Kira forces herself to smile.
“I know you’d do anything for me, but you’re doing this for Peter…”
“I’m doing it for you.”
“You know what I mean.”
Her colleague glances up from behind her fringe and sighs.
“Screw it. You want me to tell the truth? I’m doing this for both of you. I’ve never thought that Peter deserved you, but you know what? You don’t always deserve him either. There have been so many times when I’ve thought that surely now they’re going to get divorced, those two, but you really can’t. It’s impossible for you two to live without each other. So you’re not allowed to. I won’t allow it. You’ve been through too much, and if you don’t manage to keep your love story going, then the rest of us might as well give up all hope!”
Kira wipes her cheeks on her sleeve.
“You make it sound like a never-ending battle.”
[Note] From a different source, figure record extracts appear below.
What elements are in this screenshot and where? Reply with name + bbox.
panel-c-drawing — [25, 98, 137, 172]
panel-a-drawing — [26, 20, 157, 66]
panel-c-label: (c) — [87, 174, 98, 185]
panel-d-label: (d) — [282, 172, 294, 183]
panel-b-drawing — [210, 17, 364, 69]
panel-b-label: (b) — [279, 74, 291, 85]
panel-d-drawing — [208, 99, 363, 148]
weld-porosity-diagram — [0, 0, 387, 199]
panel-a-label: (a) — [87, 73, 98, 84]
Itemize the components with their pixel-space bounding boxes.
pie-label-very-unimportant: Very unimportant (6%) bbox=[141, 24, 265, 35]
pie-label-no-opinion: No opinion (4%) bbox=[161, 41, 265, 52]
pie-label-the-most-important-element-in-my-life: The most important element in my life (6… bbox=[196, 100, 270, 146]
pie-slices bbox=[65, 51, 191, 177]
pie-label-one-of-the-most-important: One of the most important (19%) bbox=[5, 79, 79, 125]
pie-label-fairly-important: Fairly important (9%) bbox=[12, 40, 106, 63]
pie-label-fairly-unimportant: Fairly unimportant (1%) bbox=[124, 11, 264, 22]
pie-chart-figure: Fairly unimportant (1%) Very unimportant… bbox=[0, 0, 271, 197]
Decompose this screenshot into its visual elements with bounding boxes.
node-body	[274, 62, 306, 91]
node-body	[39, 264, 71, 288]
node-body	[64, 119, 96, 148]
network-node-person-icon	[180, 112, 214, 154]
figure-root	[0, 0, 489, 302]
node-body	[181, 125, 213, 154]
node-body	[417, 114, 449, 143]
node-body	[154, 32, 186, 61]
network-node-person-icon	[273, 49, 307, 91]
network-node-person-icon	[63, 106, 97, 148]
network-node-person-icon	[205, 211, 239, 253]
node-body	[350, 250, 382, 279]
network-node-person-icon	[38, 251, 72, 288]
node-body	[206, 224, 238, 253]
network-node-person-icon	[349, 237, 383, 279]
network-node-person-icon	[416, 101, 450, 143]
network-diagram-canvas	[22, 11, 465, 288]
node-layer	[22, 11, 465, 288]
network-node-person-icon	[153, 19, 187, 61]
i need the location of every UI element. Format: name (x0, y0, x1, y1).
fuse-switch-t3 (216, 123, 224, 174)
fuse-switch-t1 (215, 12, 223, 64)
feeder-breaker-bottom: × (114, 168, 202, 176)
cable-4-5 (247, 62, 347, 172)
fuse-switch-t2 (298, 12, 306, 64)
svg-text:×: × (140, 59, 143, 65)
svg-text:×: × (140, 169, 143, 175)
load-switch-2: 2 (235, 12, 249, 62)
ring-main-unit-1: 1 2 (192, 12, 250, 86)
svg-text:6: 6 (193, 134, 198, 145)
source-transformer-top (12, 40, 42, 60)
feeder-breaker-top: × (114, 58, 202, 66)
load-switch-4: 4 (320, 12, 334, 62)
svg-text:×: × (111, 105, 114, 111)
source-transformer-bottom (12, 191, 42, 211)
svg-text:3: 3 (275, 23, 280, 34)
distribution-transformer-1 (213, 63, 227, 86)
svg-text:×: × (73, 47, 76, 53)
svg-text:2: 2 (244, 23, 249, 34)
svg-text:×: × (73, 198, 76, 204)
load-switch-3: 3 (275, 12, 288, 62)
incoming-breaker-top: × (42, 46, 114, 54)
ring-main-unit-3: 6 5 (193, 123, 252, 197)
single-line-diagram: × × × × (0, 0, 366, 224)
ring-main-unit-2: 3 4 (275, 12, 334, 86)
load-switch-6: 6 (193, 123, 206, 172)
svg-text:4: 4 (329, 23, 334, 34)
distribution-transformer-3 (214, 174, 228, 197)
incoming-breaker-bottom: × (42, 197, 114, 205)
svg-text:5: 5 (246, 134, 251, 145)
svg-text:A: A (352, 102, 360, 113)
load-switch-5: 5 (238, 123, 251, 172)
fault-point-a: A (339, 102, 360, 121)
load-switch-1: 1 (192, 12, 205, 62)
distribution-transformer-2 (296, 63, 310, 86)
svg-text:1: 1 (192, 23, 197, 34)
“Isn’t that what love is? Loving someone is one thing, but who the hell can bear being LOVED for twenty years?”
“I really do love him…”
Her colleague smiles.
“I know. Everyone knows. Bloody hell, EVERYONE knows, Kira. You and he are fighters. You always find something, somewhere, and then you fight for it to the death. That’s probably why I’m still working for you. You make me feel like I’m on the side of the good guys.”
Kira sniffs.
“You don’t work for me, you work with me…”
Her colleague pats her on the head.
“No. I worship you, I really do, but everyone works for you. Even your husband.”
Kira screws her eyes shut so tightly that her temples hurt.